“Crazy life,” he stated as his explanation and I got it.
I decided I might as well tell him. It was becoming clear that along with multiple personalities, Chace Keaton cursed with alarming frequency and was bossy and annoying in the morning. He also was obstinate, but not just in the morning.
“There are rumors that due to budget constraints, there are going to be cuts and one of those cuts is Carnal Library. They’re thinking of closing it down entirely.”
I watched his eyes flashed right before he noted softly, “You’ll lose your job.”
“And the town will lose its library,” I replied.
“Shit, Faye,” he whispered.
“So, yeah, crazy stuff. Now, you show me yours.”
He shook his head and asked, “Is there something we can do?”
“Who can do?”
“You, me, the town,” he answered.
I shook my head but said, “I’m asking. We can conceivably fundraise, go for grants and it doesn’t cost a mint to keep a library running but it isn’t a drop in the bucket either. There are things we’ve needed to do awhile and haven’t had the money, such as upgrade our computers which are five years old and see a lot of use. Carnal has some money in it, a few private donors who, if feeling generous, might help out but if they don’t, local fundraising might not be enough.”
“Petitions?” he asked and I shrugged.
“No idea.”
“Wouldn’t hurt,” he told me. “Get one made up, I’ll take one to the Station. You can give Lexie one, she’ll get signatures at the salon. Stella, the garage. Krystal, Bubba’s. Maybe they see the community backing the library, they’ll look elsewhere.”
“That’s nice, Chace, but the elsewhere they’ll be looking to cut is at the schools or the Police Station. If people know that, the library is screwed.”
“Honey, they’ve had consultants in and deemed Carnal Police was overstaffed. They’re keeping us at two detectives, twelve officers, the Cap and no Chief. Admin pool is cut back from four to two and they’ve dumped the position of receptionist, putting a uniform on desk duty. The City Council is taking over as Chief and the Cap will report directly to him. That’s a loss of ten personnel. Just Fuller’s salary was over six figures, his inner sanctum also were overpaid. They’re saving a fuckload on that.”
“Is your job safe?” I asked quickly and I watched his mouth get soft.
But his tone was strange, it sounded slightly self-deprecating when he answered, “Yeah, no way they’re gonna get rid of the savior of CPD.”
“Chace,” I whispered but said no more because I didn’t entirely get what he said or, more to the point, how he said it because he was the savior of the CPD. People were dying, his wife being that people, and others were getting framed and doing time for crimes they didn’t commit. Chace and Frank Dolinski had taken grave risks working undercover locally for Internal Affairs in order to witness, document and uncover the corruption that had infested CPD and kept the entire town of Carnal under the thumb of a small-minded, bigoted, self-important tyrant for over a decade. Everyone knew that.

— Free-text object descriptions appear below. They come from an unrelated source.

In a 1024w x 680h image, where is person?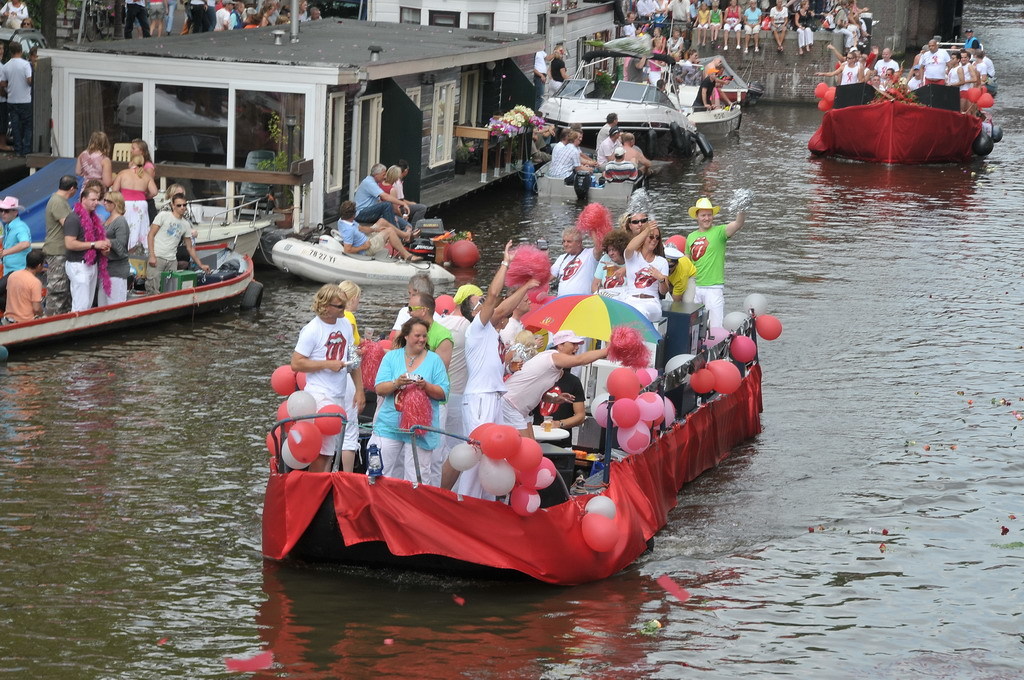
detection(360, 317, 436, 484).
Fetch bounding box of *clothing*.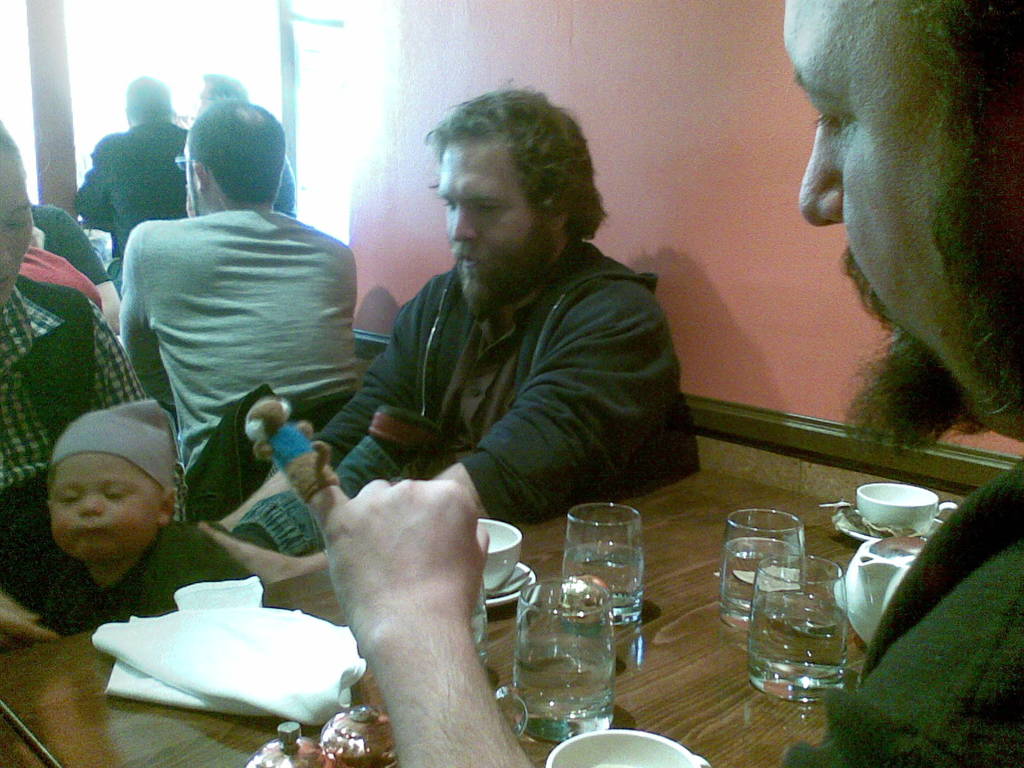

“I’ll look into this library shit,” Chace offered, taking me from my thoughts.
“What can you do?” I queried.
“Ask around. Find out why CPD cut back spending by hundreds of thousands of dollars and, on the heels of that, we’re gonna lose our library.”
“You don’t really have to do that,” I told him.
“You’re right. I really don’t. But I’m gonna.”
I drew in breath.
This was nice too.
Then I whispered, “Okay,” and after that, I took a sip of coffee.
He took a sip of his and aimed his eyes out the windshield.
“Now,” I started carefully, “you were going to show me –”
“Fuck,” he muttered and I saw his eyes were focused on something.
“What?” I asked, turning my head and whispering, “Holy frak,” at what I saw.
The boy was by the return bin. He was crouched, looking through the bags I left him.
I held my breath and I didn’t even notice my hand shooting out and blindly finding Chace’s. Not even when his fingers closed around mine.
We sat, still, silent, watching and holding hands as the boy found my note, read it quickly and shoved it in the bag. Then he shoved some books into the return bin and snatched up all the handles on the bags. Darting a glance left and right but not behind him where we were, he crept around the front of the library and disappeared.
“I’m gonna follow him,” Chace muttered and I heard his door open.
My hand clenched his and he stopped folding out of the truck to look back at me.
“Don’t scare him,” I whispered.
“I won’t, baby,” he whispered back, squeezed my hand, let it go then angled out of my SUV.
He closed the door and I watched him jog to the library and around it until he disappeared.
My eyes shifted to the dash and I saw he’d left his coffee cup there.
I looked to mine, the one he bought me.